David Rudisha ready to perform well at the Samsung Diamond League – Athletics news
If one is a formidable runner as David Rudisha, the middle distance runner from Kenya, he is bound to depict an inspiring confidence no matter how big is the challenge which he faces.
Perhaps, this was the reason that undeterred by the big challenge he is set to encounter in Monte-Carlo, the 800m world record holder said that he has loads of motivation to win the Herculis 2011 meet, which is the tenth stop of the 14-leg Samsung Diamond
League.
Rudisha, who flaunts the world best time of one minute and 41.01 seconds for his specialised distance, also has the privilege of clocking four of the ten fastest finishes for an 800m challenge.
This is perhaps because of his world acknowledged potential and acumen for athletics, that at a time when his rivals in the same hotel were lost in planning about the run, he found the nerve to address media personnel and send some strong messages to those
who dared competing the 22-year-old Kenyan.
Though for knowing his game well, Rudisha has always been confident, but the major reason amid which he was capable of starring his opponents right in the eye, was that he had experienced the apex of his form in the previous week. Last Sunday, he clocked
a marvellous one minute and 43.76 seconds performance, which not only secured him the title of the event, but also carved a place for him in the contingent for the IAAF World Athletics Championships in Daegu.
At the hotel, though the point of discussion was his expected performance in the meet, journalists were rather more eager towards discussing his bad experience at the global tournament of 2009, where he missed the finals. Kicking-off with his conversation
and dwelling upon the reasons that forced him to not to emerge as a finalist in the event, Rudisha said, “No, there was nothing I could have done, the weather was the reason (for non-qualification) and some things you can’t control.”
Continuing with his conversation, the strenuous young runner, who broke the world record twice, last year, further added, “An hour before (the semi-final) it started raining heavily and so we didn’t have a good warm-up for the race. Rain delayed the start
a little and that affected me. It was really cold out there.”
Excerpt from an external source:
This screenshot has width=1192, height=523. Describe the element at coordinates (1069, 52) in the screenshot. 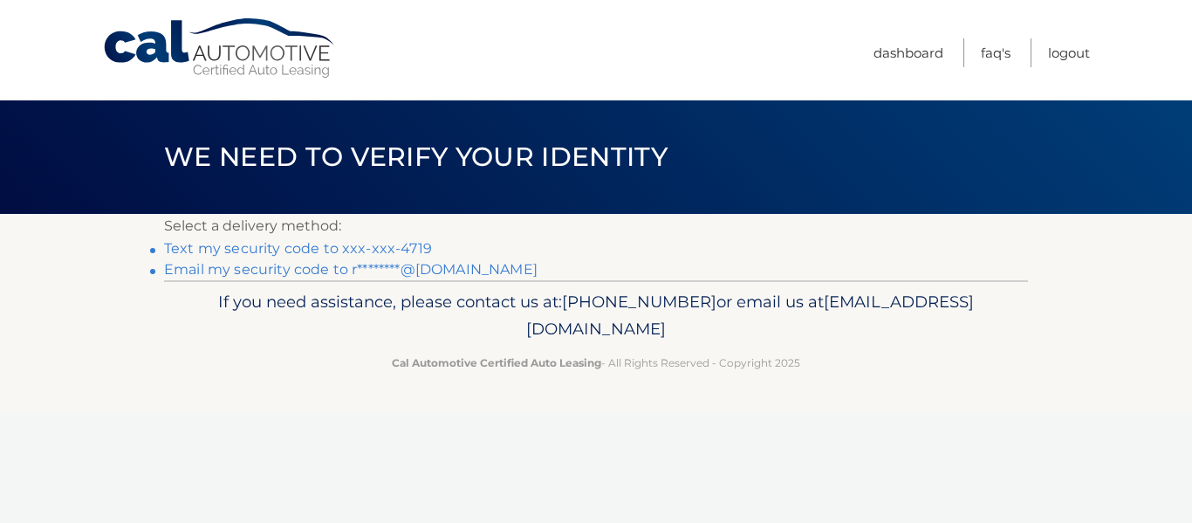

However, the world record holder was courageous enough to admit that the Berlin mishap made him more motivated and intrigued him to work harder to carve out his place among the top performers of the world. He was of the view that the current form and potential
for which he is known around the world had not been acquired in a day. Rather, he had been toiling for it since 2009 and building on his form bit by bit, he is now capable of looking at what he is today.